Here's what I know is lacking in JAMES POP3 implementation:
- A message in a mailbox is stored in the filesystem as 2 files.  On NT
occasionally one of the two files would not get deleted...something in
JAMES/Avalon was still holding an input stream to this file, and NT would
prevent the delete accordingly.  This would "corrupt" the mailbox until this
file was deleted.  This ultimately was some bugs in the older Avalon code we
were using (I believe) and was patched... when we move to the new Avalon,
this should be fixed.
- Account locking is not implemented.  POP3 mailboxes are supposed to lock
on a login, i.e., I can't open 2 sessions to a POP3 mailbox and mail won't
deliver to a POP3 mailbox that's in use (delivery should just queue until
it's done).  We don't actually have to lock the account... just prevent
multiple logins (easy enough I think), and keep a list in memory per session
of what messages are in this mailbox (for the scope of the session)... JAMES
can put new messages in this mailbox, but this session just won't see them.

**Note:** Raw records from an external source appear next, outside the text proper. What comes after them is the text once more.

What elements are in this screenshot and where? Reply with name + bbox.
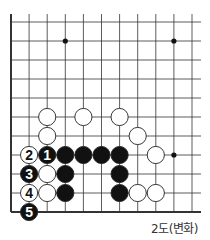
- black-stone-circle: [111, 184, 128, 201]
- move-number-label: 3: [25, 166, 33, 182]
- white-stone-circle: [39, 108, 56, 125]
- white-stone: [39, 165, 56, 182]
- black-stone: [111, 184, 128, 201]
- black-stone-circle: [111, 146, 128, 163]
- black-stone: 1: [39, 146, 56, 163]
- black-stone: [111, 165, 128, 182]
- hoshi-point: [171, 38, 176, 43]
- black-stone-circle: [93, 146, 110, 163]
- black-stone: 5: [21, 203, 38, 220]
- white-stone: [129, 127, 146, 144]
- black-stone: [57, 184, 74, 201]
- hoshi-point: [171, 152, 176, 157]
- stones: 21345: [21, 108, 165, 220]
- white-stone: [39, 127, 56, 144]
- black-stone: [57, 165, 74, 182]
- black-stone-circle: [57, 146, 74, 163]
- move-number-label: 1: [43, 147, 51, 163]
- go-board: 21345: [0, 0, 210, 225]
- black-stone-circle: [75, 146, 92, 163]
- black-stone: [75, 146, 92, 163]
- black-stone: 3: [21, 165, 38, 182]
- white-stone-circle: [75, 108, 92, 125]
- white-stone: [75, 108, 92, 125]
- white-stone-circle: [129, 184, 146, 201]
- black-stone: [57, 146, 74, 163]
- move-number-label: 2: [25, 147, 33, 163]
- white-stone-circle: [39, 165, 56, 182]
- white-stone-circle: [147, 184, 164, 201]
- white-stone: [111, 108, 128, 125]
- black-stone-circle: [111, 165, 128, 182]
- white-stone-circle: [129, 127, 146, 144]
- move-number-label: 5: [25, 204, 33, 220]
- black-stone-circle: [57, 184, 74, 201]
- white-stone: [39, 184, 56, 201]
- black-stone-circle: [57, 165, 74, 182]
- black-stone: [93, 146, 110, 163]
- hoshi-point: [63, 38, 68, 43]
- white-stone: [147, 146, 164, 163]
- white-stone-circle: [39, 184, 56, 201]
- move-number-label: 4: [25, 185, 33, 201]
- white-stone: [147, 184, 164, 201]
- white-stone: [129, 184, 146, 201]
- black-stone: [111, 146, 128, 163]
- white-stone: [39, 108, 56, 125]
- diagram-caption: 2도(변화): [151, 219, 198, 236]
- white-stone-circle: [111, 108, 128, 125]
- white-stone: 2: [21, 146, 38, 163]
- white-stone: 4: [21, 184, 38, 201]
- white-stone-circle: [39, 127, 56, 144]
- white-stone-circle: [147, 146, 164, 163]
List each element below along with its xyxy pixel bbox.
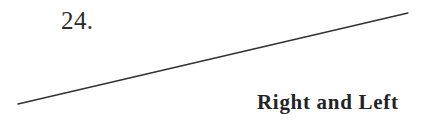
plate-number: 24. (61, 8, 93, 34)
scanned-page-fragment: 24. Right and Left (0, 0, 432, 124)
caption-right-and-left: Right and Left (257, 90, 399, 114)
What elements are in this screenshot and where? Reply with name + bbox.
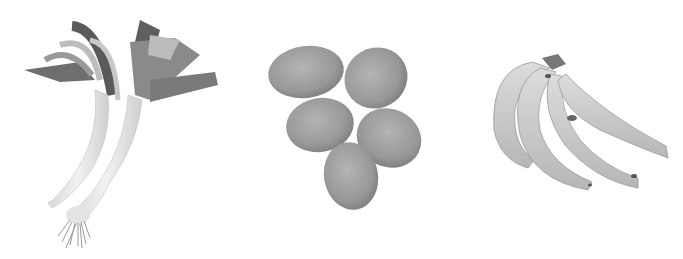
leeks-image — [0, 0, 240, 259]
bananas-image — [470, 40, 683, 210]
photo-scene — [0, 0, 683, 259]
eggs-image — [250, 30, 440, 220]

I believe this effectively would do what we want.
- It's very very slow with large emails.  Not only is it slow to retrieve
the message itself, whenever your mail client does a "LIST" of messages, ALL
messages in the mailbox have their entire mime structure parsed by
JavaMail...to find the content-length.  This is obviously very inefficient.

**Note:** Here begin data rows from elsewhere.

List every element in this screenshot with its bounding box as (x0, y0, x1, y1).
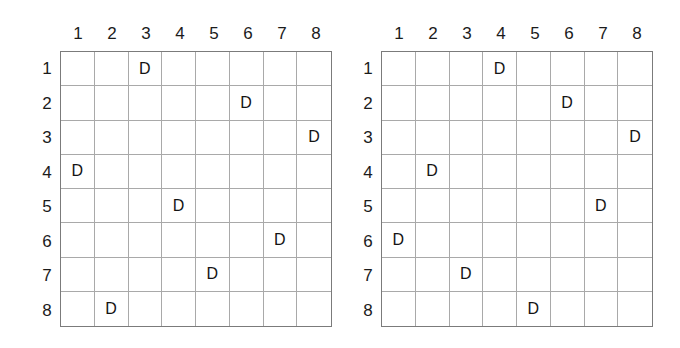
cell-r1-c5[interactable] (196, 52, 230, 86)
cell-r4-c2[interactable] (95, 155, 129, 189)
cell-r7-c8[interactable] (297, 258, 331, 292)
cell-r2-c3[interactable] (450, 86, 484, 120)
cell-r8-c3[interactable] (450, 292, 484, 326)
cell-r2-c4[interactable] (162, 86, 196, 120)
cell-r7-c7[interactable] (264, 258, 298, 292)
cell-r3-c5[interactable] (517, 121, 551, 155)
cell-r5-c6[interactable] (551, 189, 585, 223)
cell-r2-c4[interactable] (483, 86, 517, 120)
cell-r3-c5[interactable] (196, 121, 230, 155)
cell-r3-c2[interactable] (95, 121, 129, 155)
cell-r1-c8[interactable] (297, 52, 331, 86)
cell-r1-c4[interactable] (162, 52, 196, 86)
cell-r1-c6[interactable] (551, 52, 585, 86)
cell-r7-c4[interactable] (483, 258, 517, 292)
cell-r3-c4[interactable] (483, 121, 517, 155)
cell-r7-c2[interactable] (95, 258, 129, 292)
cell-r7-c6[interactable] (230, 258, 264, 292)
cell-r2-c1[interactable] (61, 86, 95, 120)
cell-r7-c1[interactable] (382, 258, 416, 292)
cell-r6-c3[interactable] (129, 223, 163, 257)
cell-r4-c4[interactable] (483, 155, 517, 189)
cell-r5-c2[interactable] (95, 189, 129, 223)
cell-r6-c5[interactable] (517, 223, 551, 257)
cell-r8-c3[interactable] (129, 292, 163, 326)
cell-r7-c3[interactable] (129, 258, 163, 292)
cell-r6-c6[interactable] (230, 223, 264, 257)
cell-r1-c8[interactable] (618, 52, 652, 86)
cell-r3-c1[interactable] (382, 121, 416, 155)
cell-r8-c2[interactable] (416, 292, 450, 326)
cell-r3-c2[interactable] (416, 121, 450, 155)
cell-r5-c8[interactable] (618, 189, 652, 223)
cell-r7-c7[interactable] (585, 258, 619, 292)
cell-r8-c1[interactable] (61, 292, 95, 326)
cell-r5-c7[interactable]: D (585, 189, 619, 223)
cell-r2-c7[interactable] (264, 86, 298, 120)
board-left[interactable]: DDDDDDDD (60, 51, 332, 327)
cell-r2-c8[interactable] (618, 86, 652, 120)
cell-r3-c8[interactable]: D (297, 121, 331, 155)
cell-r4-c7[interactable] (585, 155, 619, 189)
cell-r3-c6[interactable] (551, 121, 585, 155)
cell-r1-c2[interactable] (95, 52, 129, 86)
cell-r4-c5[interactable] (196, 155, 230, 189)
cell-r1-c6[interactable] (230, 52, 264, 86)
cell-r5-c4[interactable] (483, 189, 517, 223)
cell-r5-c6[interactable] (230, 189, 264, 223)
cell-r5-c3[interactable] (450, 189, 484, 223)
cell-r4-c6[interactable] (551, 155, 585, 189)
cell-r4-c8[interactable] (297, 155, 331, 189)
cell-r6-c2[interactable] (95, 223, 129, 257)
cell-r4-c5[interactable] (517, 155, 551, 189)
cell-r1-c7[interactable] (585, 52, 619, 86)
cell-r1-c7[interactable] (264, 52, 298, 86)
cell-r3-c6[interactable] (230, 121, 264, 155)
cell-r2-c2[interactable] (416, 86, 450, 120)
cell-r1-c1[interactable] (382, 52, 416, 86)
cell-r3-c1[interactable] (61, 121, 95, 155)
cell-r4-c4[interactable] (162, 155, 196, 189)
board-right[interactable]: DDDDDDDD (381, 51, 653, 327)
cell-r6-c5[interactable] (196, 223, 230, 257)
cell-r6-c7[interactable]: D (264, 223, 298, 257)
cell-r7-c5[interactable] (517, 258, 551, 292)
cell-r1-c2[interactable] (416, 52, 450, 86)
cell-r4-c2[interactable]: D (416, 155, 450, 189)
cell-r2-c6[interactable]: D (230, 86, 264, 120)
cell-r7-c1[interactable] (61, 258, 95, 292)
cell-r6-c7[interactable] (585, 223, 619, 257)
cell-r7-c2[interactable] (416, 258, 450, 292)
cell-r4-c1[interactable]: D (61, 155, 95, 189)
cell-r5-c5[interactable] (196, 189, 230, 223)
cell-r6-c6[interactable] (551, 223, 585, 257)
cell-r2-c7[interactable] (585, 86, 619, 120)
cell-r2-c1[interactable] (382, 86, 416, 120)
cell-r1-c3[interactable]: D (129, 52, 163, 86)
cell-r4-c6[interactable] (230, 155, 264, 189)
cell-r3-c8[interactable]: D (618, 121, 652, 155)
cell-r1-c3[interactable] (450, 52, 484, 86)
cell-r5-c5[interactable] (517, 189, 551, 223)
cell-r4-c1[interactable] (382, 155, 416, 189)
cell-r5-c2[interactable] (416, 189, 450, 223)
cell-r3-c3[interactable] (129, 121, 163, 155)
cell-r3-c7[interactable] (585, 121, 619, 155)
cell-r5-c4[interactable]: D (162, 189, 196, 223)
cell-r2-c5[interactable] (517, 86, 551, 120)
cell-r5-c8[interactable] (297, 189, 331, 223)
cell-r8-c8[interactable] (297, 292, 331, 326)
cell-r6-c4[interactable] (483, 223, 517, 257)
cell-r8-c6[interactable] (551, 292, 585, 326)
cell-r3-c3[interactable] (450, 121, 484, 155)
cell-r7-c3[interactable]: D (450, 258, 484, 292)
cell-r8-c5[interactable]: D (517, 292, 551, 326)
cell-r2-c2[interactable] (95, 86, 129, 120)
cell-r3-c7[interactable] (264, 121, 298, 155)
cell-r6-c2[interactable] (416, 223, 450, 257)
cell-r8-c2[interactable]: D (95, 292, 129, 326)
cell-r8-c7[interactable] (264, 292, 298, 326)
cell-r6-c8[interactable] (297, 223, 331, 257)
cell-r1-c1[interactable] (61, 52, 95, 86)
cell-r1-c4[interactable]: D (483, 52, 517, 86)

People have pointed out that JAMES really needs its own MimeMessage
implementation that would not load and parse the entire message (just the
headers), and then if and when someone needs the message body, parse that
appropriately.  This is rather tricky, but needs to get done at some point
to provide POP3 (and later IMAP4) any hope of good performance with large
messages.  There is a *lot* of good code that's gone into JavaMail, so I
think the best approach is figure a way to wrap or extend the MimeMessage so
that the parsing system of JavaMail could get leveraged.  All we really want
to add is a dynamic retrieval/parsing system triggered by certain method
calls.

Aside from these things, POP3 works quite nicely. :)  I've got about a dozen
users who use it and have been providing me with good feedback as to when
they have problems.  I thought I had come across one or two other POP3 spec
violations, but I don't think they were a big deal.

Serge Knystautas
Loki Technologies
http://ww.lokitech.com/
----- Original Message -----
From: "Robert Oxspring" <[EMAIL PROTECTED]>
To: "Java Apache Mail Server" <[EMAIL PROTECTED]>
Sent: Friday, November 03, 2000 7:59 AM
Subject: NT POP3 Development Status


> Hiya, just looking at using James (preferably with IMAP4 hint hint ;)
> but POP3 will do for now... The question is what makes the POP3 support
> for NT beta? - and is there any testing I can do to help? I've only got
> a small network with some Win 2000/98/ME boxes and one linux client, so
> if there is anything that I can help with let me know.